Friday 15 November 2019

National Ballet 2019-2020 # 1: The Ballerina's "Hamlet"

I must have seen Giselle staged by the National Ballet, in its current form, at least ten times now -- and maybe more -- in nearly four decades of ballet experience.  But this cornerstone classic still manages to capture my imagination, sneaking in under my guard and drawing me into its purely Romantic imaginative world.

Although surprisingly compact at just 2 hours running time including the intermission, Giselle still presents a significant test of two leading female artists.  The title role is known as "the ballerina's Hamlet," both for its huge emotional range and for the need to create a clear arc within the character which will shape that emotional range into a coherent and believable journey.

A different challenge awaits the dancer who portrays Myrtha, Queen of the Wilis in Act 2.  Myrtha demands a rock-solid characterization of cold, vengeful anger and that emotional state must infuse the dancer's entire face, body, and every bit of movement for 40 minutes.

Giselle requires equally detailed characterization from the male lead in the role of Albrecht, and was in fact one of the first ballets to create a significant role for the man, beyond simply dancing attendance on the woman.

There are also the very specific stylistic needs of the early Romantic style of dance, a style which still owes much to the grace and elegance of the ballet as it was known in the eighteenth century.  The extensive acrobatics of the later Russian school have little place here.  Rather, this style calls for light and airy movement, especially in stylish execution of the numerous leaps or grands jetés. 

Given these parameters, Giselle becomes a natural candidate for me to attend more than one performance, and see more than one cast at work.  In an era when every level of the company has incredible depth, the National Ballet's management has cast almost every performance of this run with different leads.

On Friday night, we saw Sonia Rodriguez as Giselle, Francesco Gabriele Frola as Albrecht, Skylar Campbell as Hilarion, and Jenna Savella as Myrtha.

On Saturday afternoon, we had Svetlana Lunkina as Giselle, Harrison James as Albrecht, Piotr Stanczyk as Hilarion, and Hannah Fischer as Myrtha.

Start with Hilarion, a role in which character mime becomes much more significant than actual dancing.  Skylar Campbell's performance highlighted the frustration he felt at Giselle's wilful behaviour, while Piotr Stanczyk emphasized the anger he directed at Albrecht.  Both were outstanding in their death scenes.

Francesco Gabriele Frola presented a patrician Albrecht, cool and elegant.  That characteristic infused his dancing in his solos, and in his duets with Giselle.  Harrison James projected a more vulnerable side of the character, and gave more weight to the dilemma between love and duty which traps Albrecht.  There was little to choose between them in the technical side of the role.

And there was little to choose between Jenna Savella and Hannah Fischer.  Both were superb, right from the all-important initial crossing of the stage on pointe -- the illusion of floating on air came clearly across even though the smoke generator was not used here as it had been in the last staging of the work 3 years ago.  Savella (in a role debut) was noteworthy for the hard edge she brought to her grand jeté, while Fischer excelled in the rigidity of her face and posture, creating that overall sense of cold rage so essential to the character.

Sonia Rodriguez beautifully portrayed the playful, girlish air of Giselle in the opening scenes, dancing with equal measures of grace and lightness.  That grace keynoted her performance in Act 2 as well, her solo in the pas de deux an outstanding moment.  Svetlana Lunkina gave a larger, more dramatic reading of the crucial mad scene, giving the entire ballet a more emphatic turning point.  Her work in Act 2 then highlighted love and regret in equal measures, her dancing throughout being suffused with those emotions.

The corps de ballet did fine work in the peasant dances of Act 1, with some splendid solo work in the first act pas de quatre.  In the second act, the women moved with impressive unanimity, with the difficult sequence of hopping across the stage while poised in an arabesque a real highlight.

This may all sound like a game of swings and roundabouts, and in a technical sense it is.  But ballet remains, first and foremost, a theatrical art.  And so, we have to look also for that indefinable extra something, the elusive quality that changes a good performance into a great one.  In the case of Giselle, as in most romantic tales, that special je ne sais quoi has to occur primarily between the two romantic leads.

And on Saturday, with Svetlana Lunkina and Harrison James, that extra dimension of magic was undeniably present.  On Friday, I admired the competence and beauty of the dancing.  On Saturday, I found myself caught up in the emotional world of Giselle, overwhelmed by the tragic power of the story.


§ **ASSIGNMENT**
Only lines that contain the word "interactable" are to be returned from the data below.

____________________

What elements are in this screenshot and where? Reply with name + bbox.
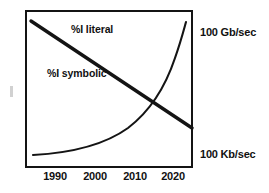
figure-canvas: %I literal %I symbolic 100 Gb/sec 100 Kb… [0, 0, 269, 193]
xtick-2000: 2000 [75, 170, 115, 182]
series-label-symbolic: %I symbolic [47, 67, 107, 79]
rate-label-top: 100 Gb/sec [200, 26, 256, 38]
rate-label-bottom: 100 Kb/sec [200, 148, 255, 160]
xtick-1990: 1990 [35, 170, 75, 182]
xtick-2020: 2020 [153, 170, 193, 182]
xtick-2010: 2010 [115, 170, 155, 182]
series-label-literal: %I literal [71, 23, 113, 35]
scan-artifact [10, 86, 13, 97]
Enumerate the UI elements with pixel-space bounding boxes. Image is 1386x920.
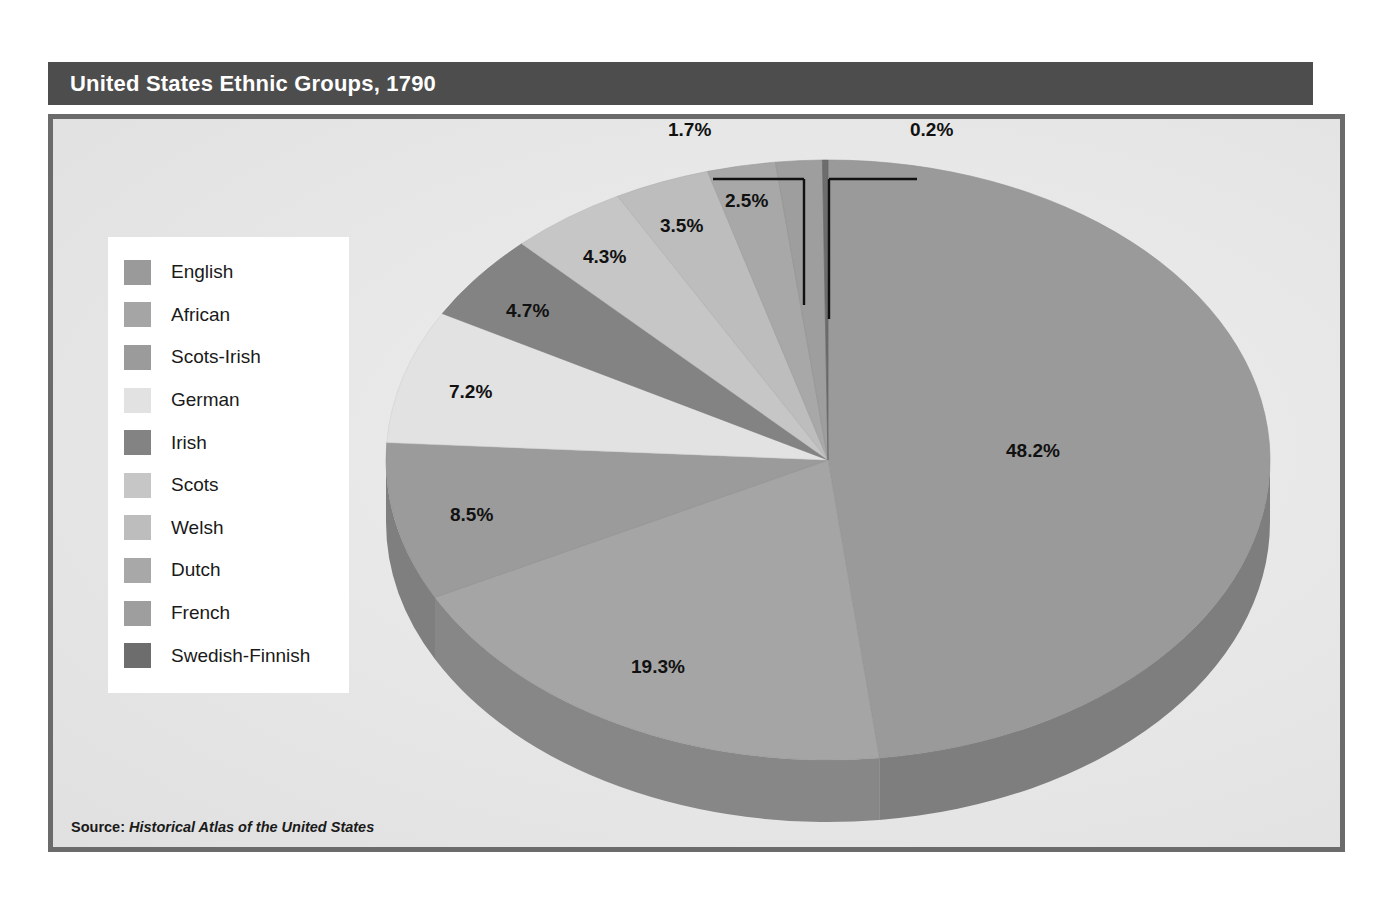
pct-label-scots: 4.3% [583, 246, 626, 268]
ethnic-groups-figure: United States Ethnic Groups, 1790 E [0, 0, 1386, 920]
pct-label-french: 1.7% [668, 119, 711, 141]
legend-item-german: German [108, 379, 349, 422]
legend-item-welsh: Welsh [108, 507, 349, 550]
pie-depth-african [435, 597, 879, 822]
pct-label-african: 19.3% [631, 656, 685, 678]
pct-label-dutch: 2.5% [725, 190, 768, 212]
pie-slice-african[interactable] [435, 460, 879, 760]
pct-label-welsh: 3.5% [660, 215, 703, 237]
legend-swatch-icon [124, 260, 151, 285]
pct-label-scots-irish: 8.5% [450, 504, 493, 526]
legend-item-irish: Irish [108, 421, 349, 464]
legend-item-label: Scots [171, 474, 219, 496]
pie-depth-layer [386, 460, 1270, 822]
legend-item-label: African [171, 304, 230, 326]
pct-label-irish: 4.7% [506, 300, 549, 322]
legend-item-label: Swedish-Finnish [171, 645, 310, 667]
legend-item-label: French [171, 602, 230, 624]
chart-plot-area: EnglishAfricanScots-IrishGermanIrishScot… [53, 119, 1340, 847]
legend-swatch-icon [124, 302, 151, 327]
legend-item-label: Scots-Irish [171, 346, 261, 368]
legend-swatch-icon [124, 473, 151, 498]
pie-depth-english [879, 460, 1270, 820]
source-title: Historical Atlas of the United States [129, 819, 374, 835]
legend-swatch-icon [124, 345, 151, 370]
legend-item-scots: Scots [108, 464, 349, 507]
pie-depth-scots-irish [386, 460, 435, 659]
legend-item-scots-irish: Scots-Irish [108, 336, 349, 379]
pie-slice-irish[interactable] [442, 244, 828, 460]
legend-item-french: French [108, 592, 349, 635]
pct-label-english: 48.2% [1006, 440, 1060, 462]
legend-swatch-icon [124, 601, 151, 626]
pct-label-swedish-finnish: 0.2% [910, 119, 953, 141]
legend-item-english: English [108, 251, 349, 294]
source-prefix: Source: [71, 819, 125, 835]
legend-item-label: Welsh [171, 517, 223, 539]
legend-item-swedish-finnish: Swedish-Finnish [108, 634, 349, 677]
swedish-callout [829, 179, 917, 319]
page-title: United States Ethnic Groups, 1790 [48, 71, 436, 97]
legend-swatch-icon [124, 643, 151, 668]
legend-item-label: Irish [171, 432, 207, 454]
legend-item-label: German [171, 389, 240, 411]
pct-label-german: 7.2% [449, 381, 492, 403]
legend-swatch-icon [124, 558, 151, 583]
pie-slice-swedish-finnish[interactable] [822, 160, 828, 460]
legend-swatch-icon [124, 515, 151, 540]
legend: EnglishAfricanScots-IrishGermanIrishScot… [108, 237, 349, 693]
legend-item-label: Dutch [171, 559, 221, 581]
source-note: Source: Historical Atlas of the United S… [71, 819, 374, 835]
pie-slice-welsh[interactable] [618, 171, 828, 460]
pie-slice-french[interactable] [775, 160, 828, 460]
legend-item-african: African [108, 294, 349, 337]
legend-swatch-icon [124, 388, 151, 413]
chart-title-bar: United States Ethnic Groups, 1790 [48, 62, 1313, 105]
legend-swatch-icon [124, 430, 151, 455]
chart-panel: EnglishAfricanScots-IrishGermanIrishScot… [48, 114, 1345, 852]
legend-item-label: English [171, 261, 233, 283]
legend-item-dutch: Dutch [108, 549, 349, 592]
pie-top-layer [386, 160, 1270, 760]
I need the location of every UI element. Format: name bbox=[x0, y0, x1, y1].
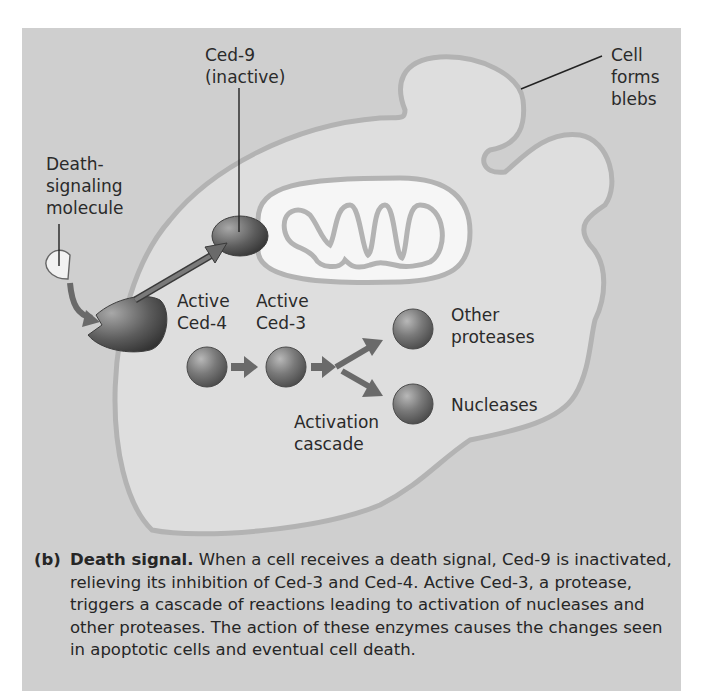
receptor-protein bbox=[88, 296, 167, 351]
activation-cascade-label: Activation cascade bbox=[294, 411, 379, 455]
ced9-label: Ced-9 (inactive) bbox=[205, 44, 285, 88]
cell-blebs-label: Cell forms blebs bbox=[611, 44, 660, 110]
other-proteases-label: Other proteases bbox=[451, 304, 535, 348]
caption-tag: (b) bbox=[34, 549, 61, 572]
nucleases-protein bbox=[393, 384, 433, 424]
caption-title: Death signal. bbox=[70, 550, 194, 569]
death-molecule-label: Death- signaling molecule bbox=[46, 153, 123, 219]
active-ced3-label: Active Ced-3 bbox=[256, 290, 309, 334]
mitochondrion bbox=[258, 178, 470, 283]
blebs-leader-line bbox=[521, 56, 602, 89]
death-signal-molecule bbox=[46, 250, 70, 279]
other-proteases-protein bbox=[393, 309, 433, 349]
nucleases-label: Nucleases bbox=[451, 394, 538, 416]
figure-caption: (b) Death signal. When a cell receives a… bbox=[34, 549, 674, 662]
ced3-protein bbox=[266, 347, 306, 387]
ced4-protein bbox=[187, 347, 227, 387]
active-ced4-label: Active Ced-4 bbox=[177, 290, 230, 334]
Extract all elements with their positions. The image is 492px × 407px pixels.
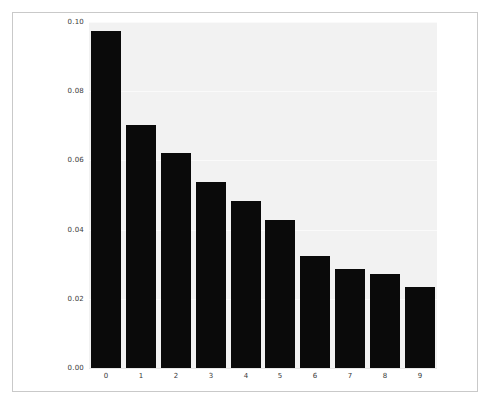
x-tick-label: 2 <box>161 372 191 380</box>
y-tick-label: 0.00 <box>68 364 84 372</box>
y-tick-label: 0.06 <box>68 156 84 164</box>
y-tick-label: 0.02 <box>68 295 84 303</box>
x-tick-label: 5 <box>265 372 295 380</box>
x-axis-spine <box>89 368 437 369</box>
bars-layer <box>89 22 437 368</box>
y-tick-label: 0.08 <box>68 87 84 95</box>
x-tick-label: 7 <box>335 372 365 380</box>
bar <box>265 220 295 368</box>
y-tick-label: 0.04 <box>68 226 84 234</box>
y-axis-tick-labels: 0.000.020.040.060.080.10 <box>56 22 84 368</box>
bar <box>126 125 156 368</box>
bar <box>300 256 330 368</box>
x-tick-label: 9 <box>405 372 435 380</box>
x-tick-label: 0 <box>91 372 121 380</box>
bar <box>231 201 261 368</box>
bar <box>196 182 226 368</box>
bar <box>370 274 400 368</box>
figure-root: 0.000.020.040.060.080.10 0123456789 <box>0 0 492 407</box>
plot-area <box>89 22 437 368</box>
x-tick-label: 1 <box>126 372 156 380</box>
bar <box>405 287 435 368</box>
x-axis-tick-labels: 0123456789 <box>89 370 437 384</box>
x-tick-label: 4 <box>231 372 261 380</box>
bar <box>335 269 365 368</box>
x-tick-label: 8 <box>370 372 400 380</box>
y-tick-label: 0.10 <box>68 18 84 26</box>
bar <box>161 153 191 368</box>
bar <box>91 31 121 368</box>
x-tick-label: 6 <box>300 372 330 380</box>
x-tick-label: 3 <box>196 372 226 380</box>
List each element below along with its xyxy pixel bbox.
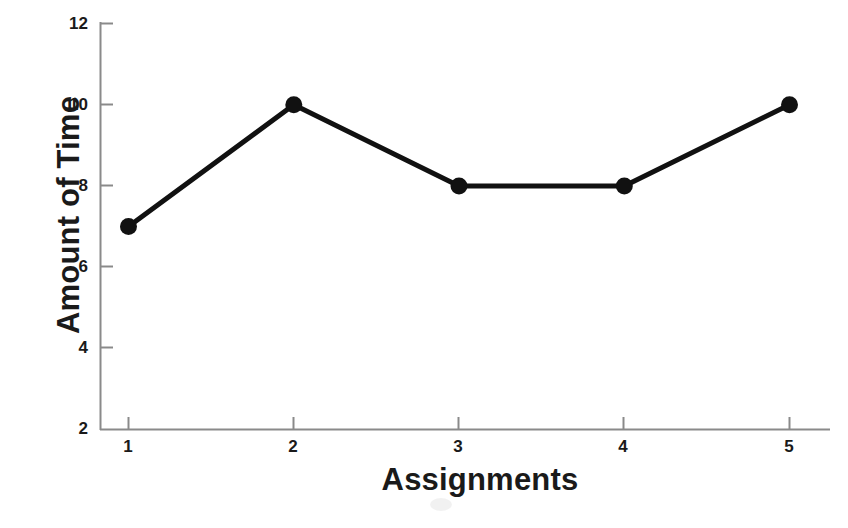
data-point-4 xyxy=(616,177,633,194)
chart-figure: Amount of Time Assignments 12 10 8 6 4 2… xyxy=(0,0,848,528)
data-point-1 xyxy=(120,218,137,235)
y-tick-marks xyxy=(100,24,113,348)
plot-area xyxy=(0,0,848,528)
x-tick-marks xyxy=(129,417,790,430)
data-point-3 xyxy=(451,177,468,194)
data-series-line xyxy=(129,105,790,227)
data-point-2 xyxy=(285,96,302,113)
data-point-5 xyxy=(781,96,798,113)
data-markers xyxy=(120,96,798,235)
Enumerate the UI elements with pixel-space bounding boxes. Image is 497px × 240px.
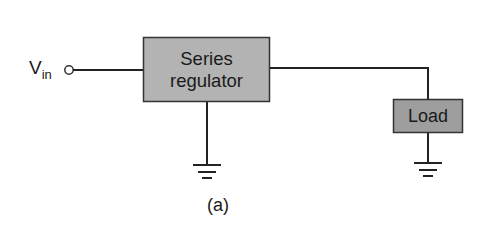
input-terminal-icon [65, 66, 73, 74]
load-label: Load [393, 99, 463, 133]
input-voltage-label: Vin [29, 58, 52, 85]
ground-icon [414, 163, 442, 176]
regulator-label-line-1: Series [180, 48, 232, 70]
output-wire [270, 68, 428, 99]
figure-caption: (a) [207, 195, 229, 216]
regulator-label-line-2: regulator [170, 70, 243, 92]
series-regulator-label: Series regulator [143, 37, 270, 102]
ground-icon [193, 165, 221, 178]
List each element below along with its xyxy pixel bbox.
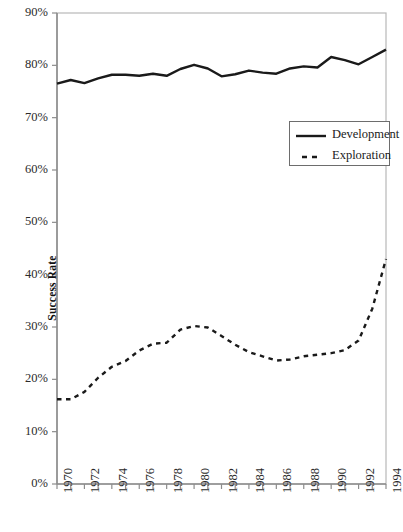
legend-item-development: Development	[290, 123, 389, 145]
x-tick-label: 1974	[117, 468, 130, 493]
y-tick-label: 0%	[4, 477, 48, 490]
x-tick-label: 1970	[62, 468, 75, 493]
x-tick-label: 1984	[254, 468, 267, 493]
figure-caption	[2, 523, 401, 532]
y-tick-label: 60%	[4, 163, 48, 176]
legend-swatch-solid-icon	[295, 128, 327, 140]
x-tick-label: 1980	[199, 468, 212, 493]
legend-swatch-dashed-icon	[295, 149, 327, 161]
x-tick-label: 1986	[281, 468, 294, 493]
line-chart-canvas	[0, 0, 403, 532]
legend-item-exploration: Exploration	[290, 144, 389, 166]
x-tick-label: 1982	[227, 468, 240, 493]
chart-figure: 90%80%70%60%50%40%30%20%10%0% 1970197219…	[0, 0, 403, 532]
plot-area-border	[57, 13, 386, 484]
y-tick-label: 30%	[4, 320, 48, 333]
y-tick-label: 70%	[4, 111, 48, 124]
y-tick-label: 20%	[4, 372, 48, 385]
series-line-development	[57, 50, 386, 84]
x-tick-label: 1994	[391, 468, 403, 493]
y-axis-title: Success Rate	[46, 228, 58, 348]
y-tick-label: 40%	[4, 268, 48, 281]
data-series-group	[57, 50, 386, 400]
legend-label-exploration: Exploration	[332, 148, 391, 163]
series-line-exploration	[57, 259, 386, 399]
x-tick-label: 1976	[144, 468, 157, 493]
x-tick-label: 1990	[336, 468, 349, 493]
x-tick-label: 1972	[89, 468, 102, 493]
y-tick-label: 10%	[4, 425, 48, 438]
y-tick-label: 50%	[4, 215, 48, 228]
x-tick-label: 1988	[309, 468, 322, 493]
plot-frame	[57, 13, 386, 484]
x-tick-label: 1992	[364, 468, 377, 493]
y-tick-label: 90%	[4, 6, 48, 19]
x-tick-label: 1978	[172, 468, 185, 493]
legend-label-development: Development	[332, 127, 399, 142]
y-tick-label: 80%	[4, 58, 48, 71]
chart-legend: Development Exploration	[289, 121, 390, 166]
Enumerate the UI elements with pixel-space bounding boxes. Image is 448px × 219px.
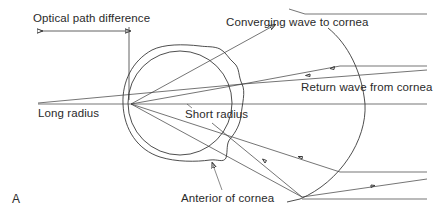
label-anterior-cornea: Anterior of cornea — [181, 193, 274, 205]
label-optical-path-difference: Optical path difference — [33, 13, 150, 25]
eye-globe — [123, 45, 244, 161]
bottom-ray-lines — [302, 172, 427, 199]
label-short-radius: Short radius — [185, 109, 248, 121]
converging-wavefront — [287, 28, 365, 202]
outer-cornea-surface — [123, 45, 244, 161]
panel-label: A — [12, 193, 20, 205]
inner-circle — [128, 51, 232, 155]
label-converging-wave: Converging wave to cornea — [226, 17, 369, 29]
top-incoming-line — [289, 9, 427, 14]
label-return-wave: Return wave from cornea — [301, 82, 432, 94]
label-long-radius: Long radius — [38, 108, 99, 120]
cornea-wavefront-diagram: Optical path difference Converging wave … — [0, 0, 448, 219]
optical-path-difference-dimension — [40, 27, 129, 100]
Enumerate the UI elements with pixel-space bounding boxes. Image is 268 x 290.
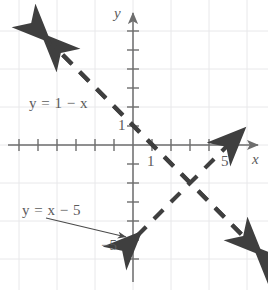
coordinate-plane-svg [0, 0, 268, 290]
x-axis-label: x [252, 152, 259, 167]
graph-figure: y = 1 − x y = x − 5 1 1 5 −5 y x [0, 0, 268, 290]
label-line2-equation: y = x − 5 [22, 203, 81, 218]
axis-lines [8, 13, 258, 282]
tick-label-x-1: 1 [147, 154, 155, 169]
tick-label-x-5: 5 [221, 154, 229, 169]
label-line1-equation: y = 1 − x [29, 96, 88, 111]
tick-label-y-1: 1 [118, 118, 126, 133]
y-axis-label: y [114, 6, 121, 21]
tick-label-y-neg5: −5 [101, 238, 117, 253]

____________________

§ **RESULT OF THIS EXERCISE**
pie-slice-african[interactable] [435, 460, 879, 760]
pie-slice-irish[interactable] [442, 244, 828, 460]
pie-slice-swedish-finnish[interactable] [822, 160, 828, 460]
pie-slice-welsh[interactable] [618, 171, 828, 460]
pie-slice-french[interactable] [775, 160, 828, 460]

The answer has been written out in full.